How Apple Lost China to Two Unknown Local Smartphone Makers
Comment of the Day

November 29 2016

Commentary by Eoin Treacy

How Apple Lost China to Two Unknown Local Smartphone Makers

This article from Bloomberg News may be of interest to subscribers. Here is a section:   

“Oppo and Vivo are willing to share their profit with local sales. The reward was an extremely active and loyal nationwide sales network,” said Jin Di, an IDC analyst based in Beijing. While they declined to detail their subsidy program, she estimates the two were the top spenders in the past year. “They’re doing something different -- they do local marketing.”

China had for years driven Apple’s and Samsung’s growth. The U.S. company generated almost $59 billion of sales from the region in fiscal 2015, which was more than double the level just two years earlier. During that time its shares surged more than 60 percent. At its peak, Greater China yielded almost 30 percent of its revenue and Apple was neck-and-neck with Xiaomi for the mantle of market leader as users clamored for the larger iPhone 6 models. Even as the domestic economy began to sputter, Chief Executive Officer Tim Cook spent a good chunk of an earnings call last year talking up the country’s promise, saying Apple’s investing there “for the decades ahead.”

Eoin Treacy's view

Mobile devices is an increasingly competitive market. The speed with which new companies seem to come and go is alarming from an investors’ perspective because no sooner does one seem to have conquered the world than they are being supplanted by an even more revolutionary start up. 

As with many sectors the market is being divided between companies offering premium products like Apple and Samsung and those competing on price. The problem for the latter group is that Samsung is producing smartphones as an OEM supplier for the Indian market that retail at $20. The race to survive on the thinnest possible margin is not a great business model for upstart Chinese and Indian companies. 

Meanwhile Apple and Alphabet don’t just sell phones. They are creating an ecosystem of apps without which a smartphone is pretty much useless. That is a clear delineation between the premium providers and the rest because app stores represent incremental additional revenue on top of the upfront handset sale. 

Apple rallied to break a more than yearlong downtrend from September and found support two weeks ago in the region of the trend mean. A sustained move below $100 would be required to question medium-term scope for additional higher to lateral ranging. 

Samsung Electronics appears to be on the cusp of splitting in two, with the self-destruction of the Note 7 apparently acting as a catalyst. Considering it is a company that already has a considerable number of separately listed entities the split between consumer electronics and household goods will offer pureplays in each but that is probably all. The share broke out to new highs in August and has been consolidating above the underlying four-year range since. A sustained move below the trend mean would be required to question medium-term scope for additional upside.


**Work task**
Although the entries contain pictures, the copy should hold only their exact text.

:: Records provided ::

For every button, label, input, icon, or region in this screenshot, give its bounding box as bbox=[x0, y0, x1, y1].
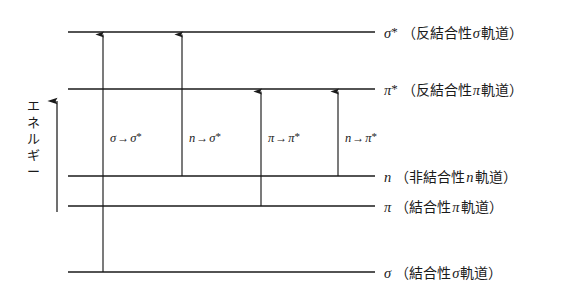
level-desc-symbol-sigma: σ bbox=[451, 265, 460, 281]
level-desc-prefix-n: （非結合性 bbox=[395, 170, 465, 185]
transition-to-superscript-2: * bbox=[215, 130, 221, 142]
level-desc-prefix-pi: （結合性 bbox=[395, 200, 451, 215]
transition-label-n-to-pi-star: n→π* bbox=[345, 129, 377, 145]
level-desc-symbol-pi: π bbox=[451, 199, 460, 215]
level-desc-suffix-pi-star: 軌道） bbox=[481, 83, 523, 98]
transition-arrow-glyph-4: → bbox=[351, 131, 365, 145]
transition-arrow-glyph-1: → bbox=[116, 131, 130, 145]
energy-caption-char-1: エ bbox=[22, 98, 44, 115]
transition-arrows bbox=[103, 35, 338, 273]
transition-to-superscript-3: * bbox=[295, 130, 301, 142]
energy-caption-char-3: ル bbox=[22, 131, 44, 148]
transition-arrow-glyph-3: → bbox=[274, 131, 288, 145]
mo-energy-diagram: エ ネ ル ギ ー σ*（反結合性σ軌道） π*（反結合性π軌道） n（非結合性… bbox=[0, 0, 569, 293]
level-desc-prefix-pi-star: （反結合性 bbox=[402, 83, 472, 98]
transition-to-superscript-4: * bbox=[372, 130, 378, 142]
transition-label-pi-to-pi-star: π→π* bbox=[268, 129, 300, 145]
transition-arrow-glyph-2: → bbox=[195, 131, 209, 145]
energy-level-lines bbox=[68, 32, 375, 272]
level-desc-suffix-sigma: 軌道） bbox=[460, 266, 502, 281]
level-desc-symbol-n: n bbox=[465, 169, 474, 185]
level-label-n: n（非結合性n軌道） bbox=[384, 168, 517, 186]
level-label-pi-star: π*（反結合性π軌道） bbox=[384, 81, 523, 99]
level-superscript-sigma-star: * bbox=[391, 24, 398, 39]
level-desc-prefix-sigma: （結合性 bbox=[395, 266, 451, 281]
level-desc-suffix-n: 軌道） bbox=[475, 170, 517, 185]
transition-label-n-to-sigma-star: n→σ* bbox=[189, 129, 221, 145]
level-label-sigma: σ（結合性σ軌道） bbox=[384, 264, 502, 282]
diagram-canvas bbox=[0, 0, 569, 293]
level-symbol-pi: π bbox=[384, 199, 391, 215]
level-symbol-sigma: σ bbox=[384, 265, 391, 281]
level-desc-suffix-sigma-star: 軌道） bbox=[481, 26, 523, 41]
level-desc-suffix-pi: 軌道） bbox=[461, 200, 503, 215]
level-desc-prefix-sigma-star: （反結合性 bbox=[402, 26, 472, 41]
transition-to-superscript-1: * bbox=[136, 130, 142, 142]
energy-caption-char-2: ネ bbox=[22, 115, 44, 132]
energy-caption-char-5: ー bbox=[22, 164, 44, 181]
transition-label-sigma-to-sigma-star: σ→σ* bbox=[110, 129, 142, 145]
energy-axis-caption: エ ネ ル ギ ー bbox=[22, 98, 44, 181]
level-superscript-pi-star: * bbox=[391, 81, 398, 96]
energy-caption-char-4: ギ bbox=[22, 148, 44, 165]
level-desc-symbol-pi-star: π bbox=[472, 82, 481, 98]
level-desc-symbol-sigma-star: σ bbox=[472, 25, 481, 41]
level-label-pi: π（結合性π軌道） bbox=[384, 198, 503, 216]
level-label-sigma-star: σ*（反結合性σ軌道） bbox=[384, 24, 523, 42]
level-symbol-n: n bbox=[384, 169, 391, 185]
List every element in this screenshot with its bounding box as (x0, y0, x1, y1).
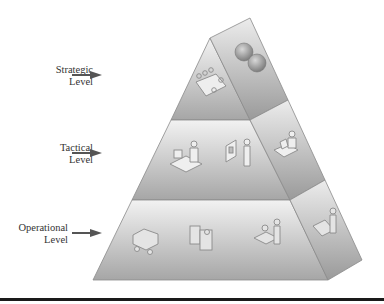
bottom-rule (0, 298, 384, 301)
tactical-arrow-icon (72, 149, 102, 157)
operational-label-line1: Operational (18, 222, 68, 234)
pyramid-diagram (0, 0, 384, 304)
strategic-arrow-icon (72, 71, 102, 79)
operational-level-label: Operational Level (18, 222, 68, 246)
operational-arrow-icon (72, 229, 102, 237)
operational-label-line2: Level (18, 234, 68, 246)
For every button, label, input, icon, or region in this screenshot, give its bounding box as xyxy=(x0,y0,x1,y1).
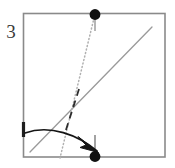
top-reference-point-marker xyxy=(90,9,101,20)
bottom-target-point-marker xyxy=(90,151,101,162)
origami-step-figure: { "figure": { "step_label": "3", "title"… xyxy=(0,0,175,168)
origami-diagram-svg: Origami folding diagram step 3 xyxy=(0,0,175,168)
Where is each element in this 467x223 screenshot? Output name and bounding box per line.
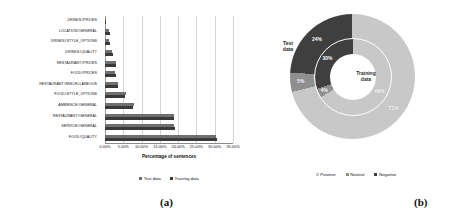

:::

**Result of the task**
For every button, label, input, icon, or region in this screenshot, give its bounding box as bbox=[x0, y0, x1, y1].
level-desc-symbol-sigma: σ bbox=[451, 265, 460, 281]
level-desc-prefix-n: （非結合性 bbox=[395, 170, 465, 185]
transition-to-superscript-2: * bbox=[215, 130, 221, 142]
level-desc-prefix-pi: （結合性 bbox=[395, 200, 451, 215]
transition-label-n-to-pi-star: n→π* bbox=[345, 129, 377, 145]
level-desc-symbol-pi: π bbox=[451, 199, 460, 215]
level-desc-suffix-pi-star: 軌道） bbox=[481, 83, 523, 98]
transition-arrow-glyph-4: → bbox=[351, 131, 365, 145]
transition-arrow-glyph-1: → bbox=[116, 131, 130, 145]
energy-caption-char-1: エ bbox=[22, 98, 44, 115]
transition-arrows bbox=[103, 35, 338, 273]
transition-to-superscript-3: * bbox=[295, 130, 301, 142]
energy-caption-char-3: ル bbox=[22, 131, 44, 148]
transition-arrow-glyph-3: → bbox=[274, 131, 288, 145]
mo-energy-diagram: エ ネ ル ギ ー σ*（反結合性σ軌道） π*（反結合性π軌道） n（非結合性… bbox=[0, 0, 569, 293]
level-desc-prefix-pi-star: （反結合性 bbox=[402, 83, 472, 98]
transition-to-superscript-4: * bbox=[372, 130, 378, 142]
transition-label-pi-to-pi-star: π→π* bbox=[268, 129, 300, 145]
transition-arrow-glyph-2: → bbox=[195, 131, 209, 145]
energy-level-lines bbox=[68, 32, 375, 272]
level-desc-suffix-sigma: 軌道） bbox=[460, 266, 502, 281]
level-desc-symbol-n: n bbox=[465, 169, 474, 185]
level-label-n: n（非結合性n軌道） bbox=[384, 168, 517, 186]
level-label-pi-star: π*（反結合性π軌道） bbox=[384, 81, 523, 99]
level-superscript-sigma-star: * bbox=[391, 24, 398, 39]
level-desc-prefix-sigma: （結合性 bbox=[395, 266, 451, 281]
level-desc-suffix-n: 軌道） bbox=[475, 170, 517, 185]
transition-label-n-to-sigma-star: n→σ* bbox=[189, 129, 221, 145]
level-label-sigma: σ（結合性σ軌道） bbox=[384, 264, 502, 282]
diagram-canvas bbox=[0, 0, 569, 293]
level-symbol-pi: π bbox=[384, 199, 391, 215]
level-symbol-sigma: σ bbox=[384, 265, 391, 281]
level-desc-suffix-sigma-star: 軌道） bbox=[481, 26, 523, 41]
level-desc-suffix-pi: 軌道） bbox=[461, 200, 503, 215]
level-desc-prefix-sigma-star: （反結合性 bbox=[402, 26, 472, 41]
transition-to-superscript-1: * bbox=[136, 130, 142, 142]
energy-caption-char-2: ネ bbox=[22, 115, 44, 132]
energy-caption-char-5: ー bbox=[22, 164, 44, 181]
transition-label-sigma-to-sigma-star: σ→σ* bbox=[110, 129, 142, 145]
energy-axis-caption: エ ネ ル ギ ー bbox=[22, 98, 44, 181]
level-superscript-pi-star: * bbox=[391, 81, 398, 96]
energy-caption-char-4: ギ bbox=[22, 148, 44, 165]
level-desc-symbol-pi-star: π bbox=[472, 82, 481, 98]
level-desc-symbol-sigma-star: σ bbox=[472, 25, 481, 41]
level-label-pi: π（結合性π軌道） bbox=[384, 198, 503, 216]
level-label-sigma-star: σ*（反結合性σ軌道） bbox=[384, 24, 523, 42]
level-symbol-n: n bbox=[384, 169, 391, 185]
List every element in this screenshot with its bounding box as (x0, y0, x1, y1).
bottom-rule (0, 298, 384, 301)
tactical-arrow-icon (72, 149, 102, 157)
operational-label-line1: Operational (18, 222, 68, 234)
pyramid-diagram (0, 0, 384, 304)
strategic-arrow-icon (72, 71, 102, 79)
operational-level-label: Operational Level (18, 222, 68, 246)
operational-arrow-icon (72, 229, 102, 237)
operational-label-line2: Level (18, 234, 68, 246)
For every button, label, input, icon, or region in this screenshot, give its bounding box as xyxy=(x0,y0,x1,y1).
top-reference-point-marker xyxy=(90,9,101,20)
bottom-target-point-marker xyxy=(90,151,101,162)
origami-step-figure: { "figure": { "step_label": "3", "title"… xyxy=(0,0,175,168)
origami-diagram-svg: Origami folding diagram step 3 xyxy=(0,0,175,168)
Where is each element in this 467x223 screenshot? Output name and bounding box per line.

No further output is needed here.